Memorial Hall was filled with music lovers anticipating a significant American premiere of Four Spirits for piano and orchestra by renowned composer Chen Yi (b. 1953). In conjunction with the American tour of the China Philharmonic Orchestra, Carolina Performing Arts commissioned this substantial 26-minute work for University of North Carolina Associate Professor Clara Yang who is active as both a performer and teacher. Although the orchestra was founded in 2000 with the patronage of leaders of the Chinese Communist Party and the Chinese government, based upon this concert, it has quickly become a world-class ensemble. Music Director Long Yu is an advocate of the standard repertoire within China while advocating for contemporary Chinese composers internationally.

An overall goal of Chen is to forge connections between Eastern and Western approaches to composition. Her aim over the four movements of Four Spirits is for “the piano and the orchestra become an organic whole, symbolizing the spirits of the culture from the East.” The movement titles represent “the four sacred animals in Chinese legend.” Tunes in the style of central Chinese folk songs flavor the first movement, “The Blue Dragon in the East.” A mythic animal combining turtle and snake characteristics is represented in “The Black Xuanwu in the North” which features dark and ominously layered music. The shortest third movement, “The White Tiger in the West,” dramatically exploits “patterns in the extreme registers on the piano.” A southern Chinese folk tune adds color to “The Red Phoenix in the South,” the last movement for which Chen composed “fast, lively, fluent, and vibrant” music. It received its world premiere November 18, 2016 by the same forces in the Forbidden City Concert Hall, Beijing, China.

There are very few measures within Four Spirits that gives the piano soloist a moments rest, and a great deal calls for either extremes of dynamics or a wide palette of color. Yang was indefatigable in meeting every unconventional demand of Chen’s frequently dense score. Her power was evident in the descending, thundering fff chords she tossed off before the strings took up a sweeping wave of sound suggestive of the first movement’s dragon. This movement featured lots of repeated keyboard treble doodling. Strings often played extended stretches of very high harmonics. The second movement had a dark and ominous atmosphere. The third movement featured Yang with independent hands repeatedly approaching the middle of the keyboard. Low strings executed Bartók or snap pizzicatos in which strings are snapped loudly against their fingerboards. At one point, Yang conjured up the eerie sound of a child’s toy piano.

Considering Chen’s extensive use of massed brass and percussion, including a wide selection of gongs, the orchestra only covered the piano briefly in the last three movements. The concertmaster had a fine solo in the third movement. From time to time clarinets and oboes played in their highest registers evoking the sound of non-western instruments. Conductor Yu kept close co-ordination between Yang and the orchestra achieving miraculous balancing between them.

The frequently performed Symphony No. 5 in D minor, Op. 47 by Dmitri Shostakovich (1906-75) was an ideal vehicle to judge the quality of this relatively young orchestra. After Shostakovich had a precipitous fall from political grace after a critic (likely Joseph Stalin) condemned his opera Lady Macbeth of the Mtsensk (1936) as “muddle instead of music,” he lost much of his livelihood and lived with a suitcase packed in case he was packed off to Siberia or worse. Many of his greatest works, his quartets and his Fourth Symphony, were consigned to the desk drawer to await Stalin’s passing. The extraordinary public reception of Shostakovich’s Fifth Symphony in 1937 marked a turning point in his career. Like many of his works, the symphony can be heard on two levels: on one as a glorification of “Socialist Realism,” on another as mockery of the same tyrannical ideal. It is in four movements. The long slow opening movement builds to a huge climax. The following Scherzo recalls Mahler at his most grotesque. The extraordinary Largo gradually builds in intensity and has a marvelous middle section full of melody. All the stops are pulled out for the brutal intensity of the Finale.

Yu led his disciplined and skilled musicians in a profound and probing interpretation of the symphony well within current performing tradition. Orchestra balance and musical line were beautifully controlled. Rhythms were vital. Shostakovich gives all principal players solos, and every member rose to the challenge brilliantly. Among them were the sweetly played violin of the concertmaster, solo cello, flute, oboe, bassoon and contrabassoon, French horn, harps, and percussion – not the least, the brilliant, powerful timpanist. The third movement Largo was played finer than I can ever recall hearing it.

An enthusiastic and sustained standing ovation led Yu to perform an encore, “The Enchanted Night,” a lovely folk tune transcription for strings alone.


TASK DESCRIPTION
Repeat the entries exactly, keeping every line as it is.

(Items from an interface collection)

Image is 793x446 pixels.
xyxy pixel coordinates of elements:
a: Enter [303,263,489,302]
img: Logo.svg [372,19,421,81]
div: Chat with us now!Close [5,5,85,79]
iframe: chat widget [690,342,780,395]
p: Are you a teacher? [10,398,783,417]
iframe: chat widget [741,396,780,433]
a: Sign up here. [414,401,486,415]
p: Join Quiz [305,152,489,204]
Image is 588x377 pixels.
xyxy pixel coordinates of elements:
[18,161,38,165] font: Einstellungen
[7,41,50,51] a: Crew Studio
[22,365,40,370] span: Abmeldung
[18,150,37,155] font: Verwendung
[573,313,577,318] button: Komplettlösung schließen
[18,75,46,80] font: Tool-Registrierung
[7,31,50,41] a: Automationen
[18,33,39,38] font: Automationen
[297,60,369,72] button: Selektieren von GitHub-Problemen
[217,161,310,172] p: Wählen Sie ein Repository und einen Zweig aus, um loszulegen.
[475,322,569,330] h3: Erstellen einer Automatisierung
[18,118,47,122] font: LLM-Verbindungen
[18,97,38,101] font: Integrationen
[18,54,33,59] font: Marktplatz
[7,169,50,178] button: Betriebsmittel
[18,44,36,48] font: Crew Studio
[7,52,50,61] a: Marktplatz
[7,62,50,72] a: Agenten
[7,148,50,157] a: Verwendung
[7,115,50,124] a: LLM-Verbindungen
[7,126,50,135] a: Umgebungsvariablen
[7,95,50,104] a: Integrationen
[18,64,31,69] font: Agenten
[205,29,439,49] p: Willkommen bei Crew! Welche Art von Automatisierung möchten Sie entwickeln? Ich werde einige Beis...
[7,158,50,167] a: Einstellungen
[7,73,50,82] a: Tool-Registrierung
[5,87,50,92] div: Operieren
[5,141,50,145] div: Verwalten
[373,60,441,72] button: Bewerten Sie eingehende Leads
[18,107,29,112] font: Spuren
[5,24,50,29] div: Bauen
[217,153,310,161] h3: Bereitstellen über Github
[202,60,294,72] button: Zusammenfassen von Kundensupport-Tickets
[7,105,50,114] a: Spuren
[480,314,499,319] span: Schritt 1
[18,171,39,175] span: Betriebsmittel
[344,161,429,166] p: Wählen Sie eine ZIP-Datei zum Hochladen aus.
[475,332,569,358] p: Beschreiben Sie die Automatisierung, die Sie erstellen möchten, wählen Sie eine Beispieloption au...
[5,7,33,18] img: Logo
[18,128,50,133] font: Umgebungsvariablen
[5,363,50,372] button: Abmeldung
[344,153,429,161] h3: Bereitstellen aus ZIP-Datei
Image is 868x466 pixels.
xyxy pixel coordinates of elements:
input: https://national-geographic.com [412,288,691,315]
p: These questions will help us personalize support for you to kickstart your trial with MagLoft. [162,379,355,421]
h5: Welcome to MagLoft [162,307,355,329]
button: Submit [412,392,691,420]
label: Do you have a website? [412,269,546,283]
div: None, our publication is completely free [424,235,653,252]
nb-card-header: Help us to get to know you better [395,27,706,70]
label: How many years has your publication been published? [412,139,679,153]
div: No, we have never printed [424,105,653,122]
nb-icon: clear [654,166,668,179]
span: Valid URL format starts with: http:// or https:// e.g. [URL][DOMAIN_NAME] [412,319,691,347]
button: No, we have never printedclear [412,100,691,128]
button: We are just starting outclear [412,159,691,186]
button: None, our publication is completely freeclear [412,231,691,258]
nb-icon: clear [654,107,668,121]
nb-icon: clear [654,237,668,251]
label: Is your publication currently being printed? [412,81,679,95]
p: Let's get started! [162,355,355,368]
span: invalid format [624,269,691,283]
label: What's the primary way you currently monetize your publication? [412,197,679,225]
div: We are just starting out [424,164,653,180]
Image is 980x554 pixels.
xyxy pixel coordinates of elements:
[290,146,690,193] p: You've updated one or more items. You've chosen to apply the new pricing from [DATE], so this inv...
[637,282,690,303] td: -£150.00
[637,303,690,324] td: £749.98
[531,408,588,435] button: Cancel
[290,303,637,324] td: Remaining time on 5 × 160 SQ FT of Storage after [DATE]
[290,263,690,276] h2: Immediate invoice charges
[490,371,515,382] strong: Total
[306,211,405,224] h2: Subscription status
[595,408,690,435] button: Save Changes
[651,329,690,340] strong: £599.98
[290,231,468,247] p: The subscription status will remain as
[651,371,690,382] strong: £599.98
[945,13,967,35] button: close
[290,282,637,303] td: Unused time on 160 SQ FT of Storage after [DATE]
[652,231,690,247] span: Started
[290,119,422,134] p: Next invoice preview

WRITTEN ANSWER
Image is 793x446 pixels.
xyxy pixel coordinates of elements:
a: Enter [303,263,489,302]
img: Logo.svg [372,19,421,81]
div: Chat with us now!Close [5,5,85,79]
iframe: chat widget [690,342,780,395]
p: Are you a teacher? [10,398,783,417]
iframe: chat widget [741,396,780,433]
a: Sign up here. [414,401,486,415]
p: Join Quiz [305,152,489,204]
Image is 588x377 pixels.
xyxy pixel coordinates of elements:
[18,161,38,165] font: Einstellungen
[7,41,50,51] a: Crew Studio
[22,365,40,370] span: Abmeldung
[18,150,37,155] font: Verwendung
[573,313,577,318] button: Komplettlösung schließen
[18,75,46,80] font: Tool-Registrierung
[7,31,50,41] a: Automationen
[18,33,39,38] font: Automationen
[297,60,369,72] button: Selektieren von GitHub-Problemen
[217,161,310,172] p: Wählen Sie ein Repository und einen Zweig aus, um loszulegen.
[475,322,569,330] h3: Erstellen einer Automatisierung
[18,118,47,122] font: LLM-Verbindungen
[18,97,38,101] font: Integrationen
[18,54,33,59] font: Marktplatz
[7,169,50,178] button: Betriebsmittel
[18,44,36,48] font: Crew Studio
[7,52,50,61] a: Marktplatz
[7,62,50,72] a: Agenten
[7,148,50,157] a: Verwendung
[7,115,50,124] a: LLM-Verbindungen
[7,126,50,135] a: Umgebungsvariablen
[7,95,50,104] a: Integrationen
[18,64,31,69] font: Agenten
[205,29,439,49] p: Willkommen bei Crew! Welche Art von Automatisierung möchten Sie entwickeln? Ich werde einige Beis...
[7,158,50,167] a: Einstellungen
[7,73,50,82] a: Tool-Registrierung
[5,87,50,92] div: Operieren
[5,141,50,145] div: Verwalten
[373,60,441,72] button: Bewerten Sie eingehende Leads
[18,107,29,112] font: Spuren
[5,24,50,29] div: Bauen
[217,153,310,161] h3: Bereitstellen über Github
[202,60,294,72] button: Zusammenfassen von Kundensupport-Tickets
[7,105,50,114] a: Spuren
[480,314,499,319] span: Schritt 1
[18,171,39,175] span: Betriebsmittel
[344,161,429,166] p: Wählen Sie eine ZIP-Datei zum Hochladen aus.
[475,332,569,358] p: Beschreiben Sie die Automatisierung, die Sie erstellen möchten, wählen Sie eine Beispieloption au...
[5,7,33,18] img: Logo
[18,128,50,133] font: Umgebungsvariablen
[5,363,50,372] button: Abmeldung
[344,153,429,161] h3: Bereitstellen aus ZIP-Datei
Image is 868x466 pixels.
xyxy pixel coordinates of elements:
input: https://national-geographic.com [412,288,691,315]
p: These questions will help us personalize support for you to kickstart your trial with MagLoft. [162,379,355,421]
h5: Welcome to MagLoft [162,307,355,329]
button: Submit [412,392,691,420]
label: Do you have a website? [412,269,546,283]
div: None, our publication is completely free [424,235,653,252]
nb-card-header: Help us to get to know you better [395,27,706,70]
label: How many years has your publication been published? [412,139,679,153]
div: No, we have never printed [424,105,653,122]
nb-icon: clear [654,166,668,179]
span: Valid URL format starts with: http:// or https:// e.g. [URL][DOMAIN_NAME] [412,319,691,347]
button: No, we have never printedclear [412,100,691,128]
button: We are just starting outclear [412,159,691,186]
button: None, our publication is completely freeclear [412,231,691,258]
nb-icon: clear [654,107,668,121]
nb-icon: clear [654,237,668,251]
label: Is your publication currently being printed? [412,81,679,95]
p: Let's get started! [162,355,355,368]
span: invalid format [624,269,691,283]
label: What's the primary way you currently monetize your publication? [412,197,679,225]
div: We are just starting out [424,164,653,180]
Image is 980x554 pixels.
xyxy pixel coordinates of elements:
[290,146,690,193] p: You've updated one or more items. You've chosen to apply the new pricing from [DATE], so this inv...
[637,282,690,303] td: -£150.00
[637,303,690,324] td: £749.98
[531,408,588,435] button: Cancel
[290,303,637,324] td: Remaining time on 5 × 160 SQ FT of Storage after [DATE]
[290,263,690,276] h2: Immediate invoice charges
[490,371,515,382] strong: Total
[306,211,405,224] h2: Subscription status
[595,408,690,435] button: Save Changes
[651,329,690,340] strong: £599.98
[290,231,468,247] p: The subscription status will remain as
[651,371,690,382] strong: £599.98
[945,13,967,35] button: close
[290,282,637,303] td: Unused time on 160 SQ FT of Storage after [DATE]
[652,231,690,247] span: Started
[290,119,422,134] p: Next invoice preview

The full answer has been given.